Her work did, however, reveal sympathy for others — even the biblical figure who looked back at Sodom and turned into a pillar of salt. Ms. Szymborska speculated in the opening lines of “Lot’s Wife” on why she looked back:
They say I looked back out of curiosity,
but I could have had other reasons.
I looked back mourning my silver bowl.
Carelessly, while tying my sandal strap.
So I wouldn’t have to keep staring at the righteous nape
Of my husband Lot’s neck.
From the sudden conviction that if I dropped dead
He wouldn’t so much as hesitate.
From the disobedience of the meek.
Checking for pursuers.
Struck by the silence, hoping God had changed his mind.
Her last book to be translated, “Here,” was published in the United States last year. Reviewing it for The New York Review of Books, the poet Charles Simic noted that Ms. Szymborska “often writes as if on an assigned subject,” examining it in depth. He added: “If this sounds like poetry’s equivalent of expository writing, it is. More than any poet I can think of, Szymborska not only wants to create a poetic state in her readers, but also to tell them things they didn’t know before or never got around to thinking about.”

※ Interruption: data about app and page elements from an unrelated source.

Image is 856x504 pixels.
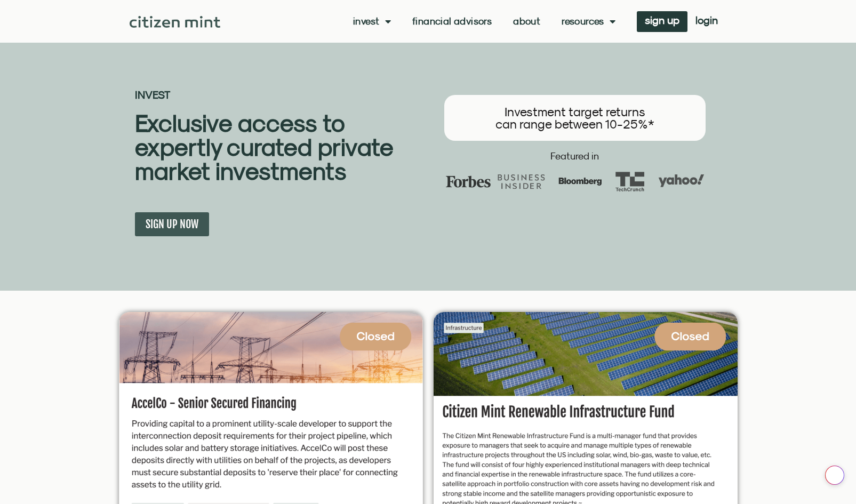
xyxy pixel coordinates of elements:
a: sign up [637,11,687,32]
a: Resources [562,16,616,26]
span: SIGN UP NOW [145,217,198,231]
a: login [687,11,726,32]
a: Invest [353,16,391,26]
h2: Featured in [434,151,716,161]
a: SIGN UP NOW [135,212,209,236]
img: Citizen Mint [130,16,221,28]
a: Financial Advisors [412,16,492,26]
nav: Menu [353,16,616,26]
h2: INVEST [135,90,428,100]
b: Exclusive access to expertly curated private market investments [135,109,393,185]
span: login [696,17,718,24]
h3: Investment target returns can range between 10-25%* [455,106,695,130]
span: sign up [645,17,679,24]
a: About [513,16,540,26]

In her Nobel lecture, Ms. Szymborska joked about the life of poets. Great films can be made of the lives of scientists and artists, she said, but poets offer far less promising material.
“Their work is hopelessly unphotogenic,” she said. “Someone sits at a table or lies on a sofa while staring motionless at a wall or ceiling. Once in a while this person writes down seven lines, only to cross out one of them 15 minutes later, and then another hour passes, during which nothing happens. Who could stand to watch this kind of thing?”
This article has been revised to reflect the following correction:
Correction: February 3, 2012
Because of an editing error, an obituary on Thursday about the Nobel Prize-winning poet Wislawa Szymborska misstated the pronunciation of her given name. It is vees-WAH-vah, not VEES-mah-vah.